Boko Haram resorts to guerilla tactics as pressure mounts

Boko-Haram-Resorts-to-Guerilla-Tactics-as-Pressure-MountsABUJA – As multinational forces and the Nigerian military make inroads against Boko Haram in Nigeria’s north-east, the sect has been staging attacks outside its usual areas of strength. Experts say this may be a sign of a shift in the group’s tactics.

Boko Haram’s attack on the city of Gombe earlier in February came as a surprise to many. The fighters reached the heart of the city, fired on soldiers, and distributed leaflets warning against voting in the March 28 presidential election. Boko Haram has carried out bombings in Gombe, but the attack was unusual.

A resident of the town of Dadin Kowa, which was also attacked by the insurgents, said the incursion seemed less an attempt to occupy territory than to simply spread fear.

“I think their aim was to scare people inside the Gombe town, because . . . they entered the heart of the town, even around the military barrack area,” said the unnamed resident.

During the past weeks, a renewed offensive by the Nigerian military and troops from neighbouring Chad, Cameroon and Niger has put pressure on Boko Haram.

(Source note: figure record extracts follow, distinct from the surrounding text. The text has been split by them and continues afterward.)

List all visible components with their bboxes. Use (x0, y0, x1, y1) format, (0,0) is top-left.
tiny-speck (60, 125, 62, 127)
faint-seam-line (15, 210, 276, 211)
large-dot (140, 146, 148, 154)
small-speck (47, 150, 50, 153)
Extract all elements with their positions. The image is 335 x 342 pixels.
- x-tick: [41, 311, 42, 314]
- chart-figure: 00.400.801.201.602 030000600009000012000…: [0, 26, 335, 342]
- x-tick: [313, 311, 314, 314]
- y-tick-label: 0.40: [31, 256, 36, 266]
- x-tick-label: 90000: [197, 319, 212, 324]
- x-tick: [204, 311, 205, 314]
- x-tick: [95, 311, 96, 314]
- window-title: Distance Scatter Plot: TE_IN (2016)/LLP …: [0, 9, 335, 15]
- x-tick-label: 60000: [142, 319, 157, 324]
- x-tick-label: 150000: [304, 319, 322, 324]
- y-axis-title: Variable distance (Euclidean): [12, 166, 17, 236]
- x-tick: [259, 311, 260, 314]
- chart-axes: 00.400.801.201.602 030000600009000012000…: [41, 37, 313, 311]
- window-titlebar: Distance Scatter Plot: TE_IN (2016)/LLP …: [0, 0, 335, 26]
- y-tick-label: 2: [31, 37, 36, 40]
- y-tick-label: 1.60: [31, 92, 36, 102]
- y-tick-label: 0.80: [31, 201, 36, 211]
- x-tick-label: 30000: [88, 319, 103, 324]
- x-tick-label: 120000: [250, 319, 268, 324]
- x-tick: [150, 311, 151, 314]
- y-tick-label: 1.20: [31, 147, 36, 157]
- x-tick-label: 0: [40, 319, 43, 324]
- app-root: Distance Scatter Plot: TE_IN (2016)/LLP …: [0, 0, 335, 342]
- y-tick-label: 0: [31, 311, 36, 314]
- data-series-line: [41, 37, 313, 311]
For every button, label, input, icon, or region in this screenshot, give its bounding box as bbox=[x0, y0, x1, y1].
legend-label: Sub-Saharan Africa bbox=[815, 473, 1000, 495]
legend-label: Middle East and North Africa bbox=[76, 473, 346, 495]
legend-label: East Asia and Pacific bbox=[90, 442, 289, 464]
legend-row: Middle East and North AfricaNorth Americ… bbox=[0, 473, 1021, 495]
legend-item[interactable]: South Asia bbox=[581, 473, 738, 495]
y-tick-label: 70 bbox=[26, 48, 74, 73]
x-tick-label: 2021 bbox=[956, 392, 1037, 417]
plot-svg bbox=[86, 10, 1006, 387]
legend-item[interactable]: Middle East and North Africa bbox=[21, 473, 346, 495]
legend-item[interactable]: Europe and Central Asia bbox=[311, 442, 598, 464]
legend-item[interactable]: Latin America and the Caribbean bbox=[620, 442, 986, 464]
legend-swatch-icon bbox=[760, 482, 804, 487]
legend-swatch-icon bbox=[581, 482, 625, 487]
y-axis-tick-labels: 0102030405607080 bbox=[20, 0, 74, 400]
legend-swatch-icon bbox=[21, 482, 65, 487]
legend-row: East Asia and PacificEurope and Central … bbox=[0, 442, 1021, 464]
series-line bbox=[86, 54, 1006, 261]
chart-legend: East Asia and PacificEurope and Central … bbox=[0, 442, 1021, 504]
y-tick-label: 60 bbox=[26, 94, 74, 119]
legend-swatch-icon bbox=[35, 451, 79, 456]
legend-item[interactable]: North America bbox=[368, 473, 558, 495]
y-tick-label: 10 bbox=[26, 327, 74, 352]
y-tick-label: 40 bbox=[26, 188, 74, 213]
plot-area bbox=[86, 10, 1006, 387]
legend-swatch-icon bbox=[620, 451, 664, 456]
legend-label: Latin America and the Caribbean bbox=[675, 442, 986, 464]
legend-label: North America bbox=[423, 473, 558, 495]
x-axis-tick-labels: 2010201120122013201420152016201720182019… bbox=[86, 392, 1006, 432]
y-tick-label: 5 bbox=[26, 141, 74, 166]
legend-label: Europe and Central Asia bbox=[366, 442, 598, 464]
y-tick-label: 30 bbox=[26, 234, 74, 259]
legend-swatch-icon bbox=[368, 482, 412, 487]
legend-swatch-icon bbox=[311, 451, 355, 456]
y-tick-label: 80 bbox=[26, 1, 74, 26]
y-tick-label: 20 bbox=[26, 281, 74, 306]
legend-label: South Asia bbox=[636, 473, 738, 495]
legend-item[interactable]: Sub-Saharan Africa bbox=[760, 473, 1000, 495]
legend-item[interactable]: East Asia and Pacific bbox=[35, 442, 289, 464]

Nigeria’s military says it has recaptured a string of towns from the militants, including Baga, where the extremists overran a military base and carried out a massacre last month.

Freelance journalist and security analyst Alkasim Abdulkadir said the military gains are forcing Boko Haram to change tactics.

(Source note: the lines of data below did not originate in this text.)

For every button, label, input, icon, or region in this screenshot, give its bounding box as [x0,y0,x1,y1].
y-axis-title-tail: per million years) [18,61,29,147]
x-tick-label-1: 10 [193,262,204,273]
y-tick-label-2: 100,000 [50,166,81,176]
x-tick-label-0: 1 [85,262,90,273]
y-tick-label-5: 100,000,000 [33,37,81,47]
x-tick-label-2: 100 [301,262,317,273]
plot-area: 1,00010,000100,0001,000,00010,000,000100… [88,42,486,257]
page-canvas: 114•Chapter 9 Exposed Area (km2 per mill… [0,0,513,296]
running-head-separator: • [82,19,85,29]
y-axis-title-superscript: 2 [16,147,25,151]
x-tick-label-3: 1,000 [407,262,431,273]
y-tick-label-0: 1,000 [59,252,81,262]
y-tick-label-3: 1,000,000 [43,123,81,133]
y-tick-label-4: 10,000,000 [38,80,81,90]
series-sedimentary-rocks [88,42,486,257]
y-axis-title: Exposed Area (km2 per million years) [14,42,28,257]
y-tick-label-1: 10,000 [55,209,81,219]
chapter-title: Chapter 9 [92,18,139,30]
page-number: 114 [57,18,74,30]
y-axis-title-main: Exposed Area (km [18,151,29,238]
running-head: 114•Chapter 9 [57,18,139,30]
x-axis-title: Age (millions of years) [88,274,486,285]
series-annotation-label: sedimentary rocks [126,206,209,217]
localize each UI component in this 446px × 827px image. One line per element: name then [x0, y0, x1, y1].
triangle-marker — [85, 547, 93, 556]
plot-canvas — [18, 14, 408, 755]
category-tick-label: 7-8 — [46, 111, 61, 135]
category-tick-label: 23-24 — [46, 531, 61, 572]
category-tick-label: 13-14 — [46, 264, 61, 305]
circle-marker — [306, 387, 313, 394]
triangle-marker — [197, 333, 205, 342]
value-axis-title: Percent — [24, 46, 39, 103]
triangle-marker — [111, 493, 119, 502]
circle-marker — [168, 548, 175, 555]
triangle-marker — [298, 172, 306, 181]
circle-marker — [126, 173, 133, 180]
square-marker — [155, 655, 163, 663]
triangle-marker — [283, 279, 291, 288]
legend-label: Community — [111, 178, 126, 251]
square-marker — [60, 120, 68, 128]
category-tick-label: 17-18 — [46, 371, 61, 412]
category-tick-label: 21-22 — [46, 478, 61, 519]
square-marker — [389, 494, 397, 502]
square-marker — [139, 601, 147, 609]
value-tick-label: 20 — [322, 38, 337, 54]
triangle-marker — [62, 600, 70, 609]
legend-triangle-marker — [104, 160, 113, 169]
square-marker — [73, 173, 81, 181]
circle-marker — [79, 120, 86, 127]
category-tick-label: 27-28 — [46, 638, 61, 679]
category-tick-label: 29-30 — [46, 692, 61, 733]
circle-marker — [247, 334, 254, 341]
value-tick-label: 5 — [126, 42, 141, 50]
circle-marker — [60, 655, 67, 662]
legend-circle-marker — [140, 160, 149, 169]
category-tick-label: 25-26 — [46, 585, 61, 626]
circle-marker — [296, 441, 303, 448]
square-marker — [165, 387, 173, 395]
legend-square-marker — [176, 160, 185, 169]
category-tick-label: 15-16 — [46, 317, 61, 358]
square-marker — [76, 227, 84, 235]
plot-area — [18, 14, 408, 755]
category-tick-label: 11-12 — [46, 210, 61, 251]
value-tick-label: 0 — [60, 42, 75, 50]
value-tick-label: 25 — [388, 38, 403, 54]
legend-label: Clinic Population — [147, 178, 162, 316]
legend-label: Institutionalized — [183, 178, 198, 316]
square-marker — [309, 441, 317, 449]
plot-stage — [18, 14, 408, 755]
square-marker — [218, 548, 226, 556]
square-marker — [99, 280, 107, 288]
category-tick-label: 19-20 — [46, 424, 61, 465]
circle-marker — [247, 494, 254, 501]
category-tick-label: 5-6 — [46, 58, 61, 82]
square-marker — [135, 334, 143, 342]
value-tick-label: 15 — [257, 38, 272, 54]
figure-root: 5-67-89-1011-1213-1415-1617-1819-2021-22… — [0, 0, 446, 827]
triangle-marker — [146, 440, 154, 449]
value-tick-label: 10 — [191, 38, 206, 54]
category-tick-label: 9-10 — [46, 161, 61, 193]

“If the offensive gets more intensive, then we will see them looking for new frontiers to wage their war,” said Abdulkadir.

He said he expects a resurgence of bomb and suicide attacks as Boko Haram is pushed out of their strongholds in the northeast.

“Now they’re going to activate cells in cities and attempt to hit at cities, and continue the war, but not in occupying territories, and not in being very defensive. You know they’re going to go underground, but just a motley [group] of armed insurgents, fighting in some chosen areas,” said Abdulkadir. But I believe that the attack is going to continue more with suicide bombings but also attack on urban populations.”

In recent days, Boko Haram attacked a series of villages in northern Adamawa State, near the town of Hong. They briefly occupied Hong last year, before being pushed out by the military and local vigilantes.

Imam Dauda Bello, a member of the interfaith Adamawa Peace Initiative, said he believes the fighters are trying to reach cities.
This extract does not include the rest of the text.